The Ramage Touch (r-1) by Dudley Pope

Author:Dudley Pope [Pope, Dudley]
Language: eng
Format: epub
Tags: adv_history, adv_maritime


CHAPTER TEN

An hour later Ramage arrived in the piazza at Orbetello, walking with the smooth furtiveness that he always associated with Italian gipsies and followed by Paolo, who was holding the line which was tied round Martin's waist, leading him like a performing bear.

The town, jutting out into the lake formed by the causeways, was surrounded by a thick, defensive wall. The narrow road from the via Aurelia came in to one side of the roughly cobbled, rectangular piazza. The municipio, Orbetello's town hall, was in the middle of a long side with a circular balcony, like a church pulpit, jutting out from one wall so that the mayor, or garrison commander, could woo or harangue his people when he felt the need, looking down on them as he gave them good news or bad.

Ramage saw that just beyond, its tables lit by lanterns, was either an inn or a cantina crowded with customers: customers wearing bright clothes, the well-cut uniforms of officers.

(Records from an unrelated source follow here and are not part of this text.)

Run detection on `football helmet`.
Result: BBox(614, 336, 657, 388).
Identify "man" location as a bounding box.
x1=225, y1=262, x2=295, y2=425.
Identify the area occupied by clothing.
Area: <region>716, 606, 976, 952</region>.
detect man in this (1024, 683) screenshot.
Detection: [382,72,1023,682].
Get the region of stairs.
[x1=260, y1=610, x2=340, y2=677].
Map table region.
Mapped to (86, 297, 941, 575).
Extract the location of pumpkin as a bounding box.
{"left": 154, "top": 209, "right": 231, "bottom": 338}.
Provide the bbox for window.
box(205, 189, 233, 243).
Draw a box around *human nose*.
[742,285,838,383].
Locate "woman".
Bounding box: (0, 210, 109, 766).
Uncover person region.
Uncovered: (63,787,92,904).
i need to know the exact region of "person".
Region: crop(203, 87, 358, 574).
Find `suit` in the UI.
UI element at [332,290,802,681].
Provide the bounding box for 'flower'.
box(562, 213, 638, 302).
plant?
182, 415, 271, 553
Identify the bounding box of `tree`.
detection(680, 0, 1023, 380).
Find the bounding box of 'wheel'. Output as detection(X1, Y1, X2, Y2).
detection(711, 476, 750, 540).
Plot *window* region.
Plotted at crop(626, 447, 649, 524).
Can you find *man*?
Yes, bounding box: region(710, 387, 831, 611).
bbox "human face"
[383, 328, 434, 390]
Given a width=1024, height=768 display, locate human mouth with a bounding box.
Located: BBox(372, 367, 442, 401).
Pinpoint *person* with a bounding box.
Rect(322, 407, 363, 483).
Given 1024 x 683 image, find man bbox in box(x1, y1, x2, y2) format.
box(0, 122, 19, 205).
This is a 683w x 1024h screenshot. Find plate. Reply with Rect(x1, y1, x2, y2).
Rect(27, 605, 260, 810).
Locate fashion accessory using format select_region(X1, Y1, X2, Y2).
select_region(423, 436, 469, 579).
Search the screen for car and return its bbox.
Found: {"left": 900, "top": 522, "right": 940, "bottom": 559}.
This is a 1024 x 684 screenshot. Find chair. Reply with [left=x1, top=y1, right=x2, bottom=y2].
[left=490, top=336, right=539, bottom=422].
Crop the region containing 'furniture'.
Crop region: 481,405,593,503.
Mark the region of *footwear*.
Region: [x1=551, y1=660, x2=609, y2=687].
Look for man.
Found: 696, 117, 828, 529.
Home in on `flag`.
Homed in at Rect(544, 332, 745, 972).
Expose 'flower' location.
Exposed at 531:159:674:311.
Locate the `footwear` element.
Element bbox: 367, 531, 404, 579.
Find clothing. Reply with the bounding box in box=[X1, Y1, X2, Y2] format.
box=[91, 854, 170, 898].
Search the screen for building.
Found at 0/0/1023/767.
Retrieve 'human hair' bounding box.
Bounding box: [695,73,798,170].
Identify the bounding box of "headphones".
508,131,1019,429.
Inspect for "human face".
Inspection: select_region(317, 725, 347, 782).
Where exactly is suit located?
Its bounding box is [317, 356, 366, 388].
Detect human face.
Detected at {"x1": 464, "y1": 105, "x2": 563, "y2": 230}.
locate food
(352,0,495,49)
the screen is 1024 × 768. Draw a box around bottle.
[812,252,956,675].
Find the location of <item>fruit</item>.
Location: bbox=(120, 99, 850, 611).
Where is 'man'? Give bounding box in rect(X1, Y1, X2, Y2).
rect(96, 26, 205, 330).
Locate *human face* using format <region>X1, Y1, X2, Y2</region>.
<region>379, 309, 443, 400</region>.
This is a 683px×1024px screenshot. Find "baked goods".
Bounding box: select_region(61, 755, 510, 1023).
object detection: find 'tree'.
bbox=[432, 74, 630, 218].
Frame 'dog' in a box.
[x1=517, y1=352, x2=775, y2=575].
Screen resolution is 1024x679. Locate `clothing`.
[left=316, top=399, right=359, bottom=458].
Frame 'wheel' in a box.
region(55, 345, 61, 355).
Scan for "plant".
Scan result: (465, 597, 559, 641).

Occasionally there was glinting as the badge on a shako or a sword hilt or scabbard flashed in the lantern light where they were lying on the tables among bottles, carafes and glasses.

Then Ramage saw two things that for a long time now had been familiar sights in most Italian towns occupied by the French. The first, standing just to the right of the big double doors of the municipio, was the Tree of Liberty, a metal skeleton that owed its likeness to a tree to the skill of a blacksmith who made it out of narrow iron strips. The second was across the piazza: a small platform with a wooden structure rising vertically at one end, like a tall and narrow but empty picture frame, with a low bench in front of it - the guillotine. The blade had been removed; that would be cared for by the executioner, who would keep it sharp and well-greased so that it did not rust.

Curious that the French could see no contradiction in the two objects, Ramage thought; the dreadful irony that a Tree of Liberty stood in the shade of a guillotine.

There were no horses tethered to the trees growing round the sides of the piazza, so the French officers had not ridden in for a night's carousing: they must be staying at an inn close by; perhaps even this one, next to the municipio. Just as Paolo had forecast, they were not sleeping out under canvas, and he wondered idly where the troops were bivouacked.

Most of the officers seemed to be drunk. Some were trying to sing and several were bellowing in French for waiters to bring more wine. Ramage muttered in Italian to Paolo, who gave a double tug on the line. Martin, putting on a good act as a half-wit (helped by the fact that he could understand nothing that was being said), scrabbled about among his ragged clothes and fetched out his flute. As Ramage bellowed "Viva!", Martin began playing "Ça Ira!".